For some salts there is a surface tension minimum -- the Jones-Ray effect
Certain salt solutions show a surface tension minimum at low concentrations.
Scientific Explanation
When salt is added to water, the surface tension normally rises monotonically with concentration — ions are repelled from the surface into the interior, and the stronger ordering at the surface increases the tension. The Jones-Ray effect describes a surprising deviation from this expected behavior: at very low salt concentrations (around 1 millimolar), the surface tension briefly dips below that of pure water before rising at higher concentrations as expected.
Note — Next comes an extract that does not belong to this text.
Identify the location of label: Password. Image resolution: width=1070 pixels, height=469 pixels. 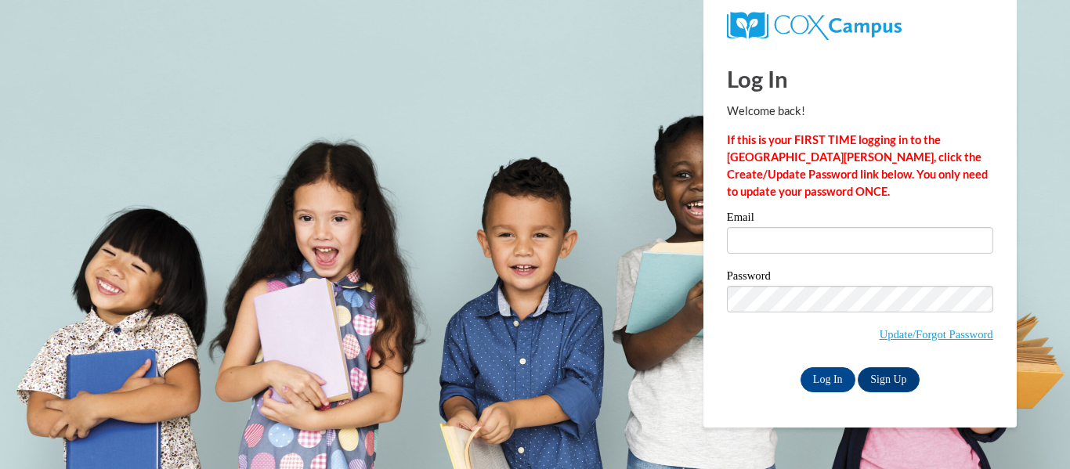
(860, 278).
This minimum was first observed experimentally in 1937 by Grinnell Jones and William Ray and remained controversial for decades. Recent measurements and simulations have confirmed the effect and proposed various explanations. One hypothesis suggests that at very low concentrations, individual ions disrupt the surface layer and break up the local hydrogen bond order, slightly reducing surface tension. Only at higher concentrations does the ionic exclusion from the surface dominate, and the tension rises.
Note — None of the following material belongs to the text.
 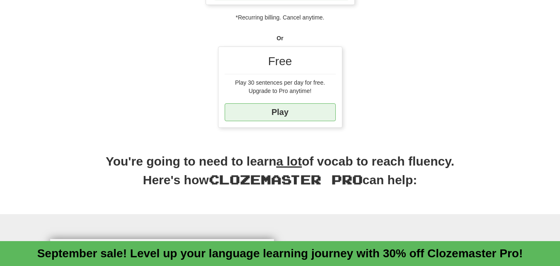 I want to click on strong: Or, so click(x=280, y=38).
The exact explanation remains a subject of active research and touches on fundamental questions about ion distribution at interfaces.
Everyday Relevance
Although the Jones-Ray effect occurs at very low concentrations, it is relevant for understanding interfacial processes in nature. In sea spray, cloud droplets, and biological membranes, salt concentrations exist where such effects can play a role. Understanding ion distribution at water surfaces is also important for atmospheric chemistry, where reactions on the surface of salt aerosols influence ozone depletion and aerosol formation.